By the time they got back to his office, the sun had slid behind the distant mountain range and shadows painted the ground. He scanned the clipboard on his desk, and the long list of tasks and ticks and the comments column for anything in need of his attention. She was still there. Still eager to know everything.
‘You’ve expanded so much. It’s brilliant! Imagine what you could do with more resources,’ Claudia was saying.
If only.
And why was she still here? They’d said their farewells five minutes ago, hadn’t they?
‘Do you want more resources?’ she asked perceptively.
‘Your brother and I have discussed it.’ Tomas hoped that with their recent speed trial wins that they might take another look at avian resources, but it hadn’t happened yet. Cas was busy, not least with reining in his long lost and in no way dead sibling. ‘It’ll happen eventually.’ He wanted to believe it. ‘Your brother means well.’

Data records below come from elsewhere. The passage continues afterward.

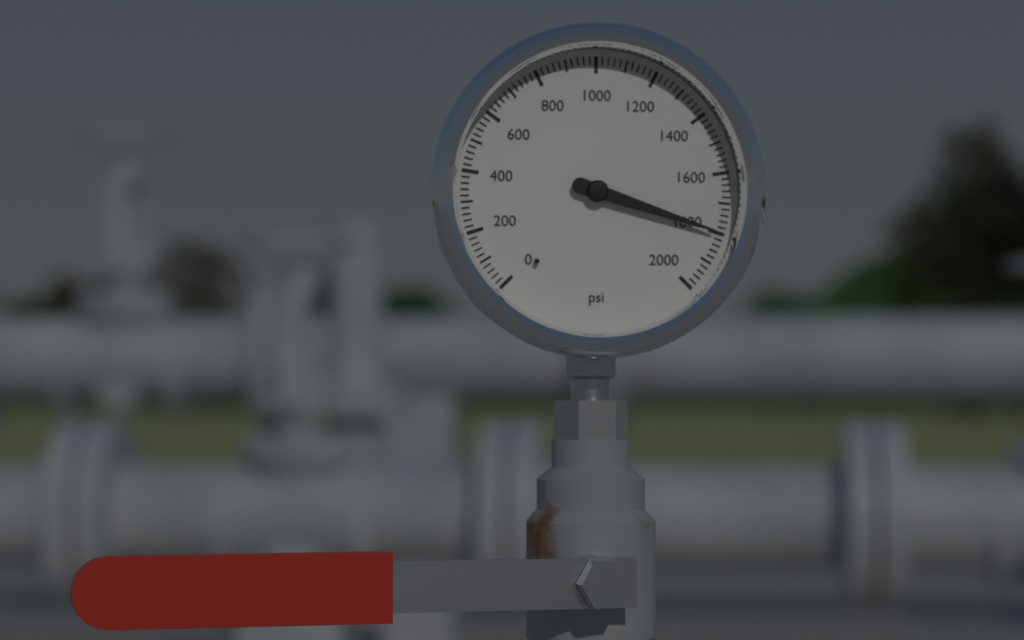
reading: 1800 psi
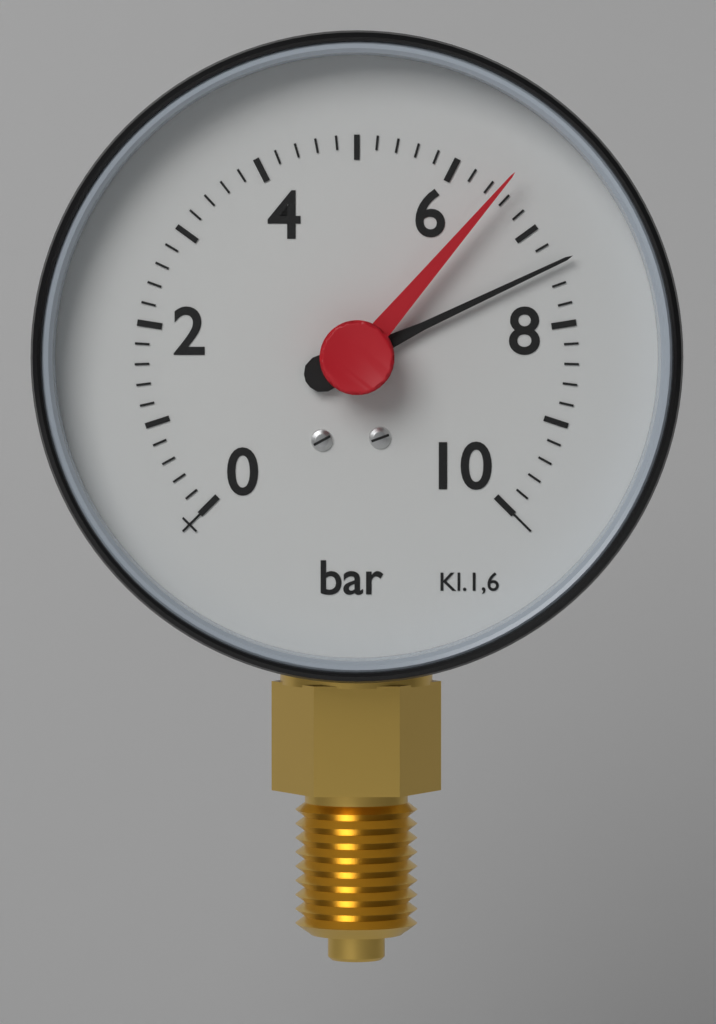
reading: 7.4 bar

‘Damned by faint praise,’ she murmured.
‘But it is praise. Your father’s rule was...difficult. People are understandably wary, and your brother has yet to prove himself. I know what you’re doing, by the way. Making your views the target of political outrage when anyone with a brain knows they’re your brother’s views as well. Nice little sidestep he’s got going there. Letting you take all the heat.’
‘Careful, Tomas. I’ll start to think you’re a political being.’
‘Never. Spare me the company of craven courtiers. I hate them all.’ He meant it.
‘And yet my brother speaks very highly of your ability to deal with them.’
‘I serve as I ever have.’
Claudia snorted, and even that managed to sound fetching. ‘I certainly hope not. From memory, you and your father and the rest of the staff here were extremely adept at limiting my father’s impact on the world around him.’
He grunted in reply. No point incriminating himself or others.
‘So what do you think of the water rights treaty?’ she asked. ‘It’s exciting, right? With conservation at the forefront and guaranteed access for those who need it.’
Always with the questions, luring him into unwanted conversation.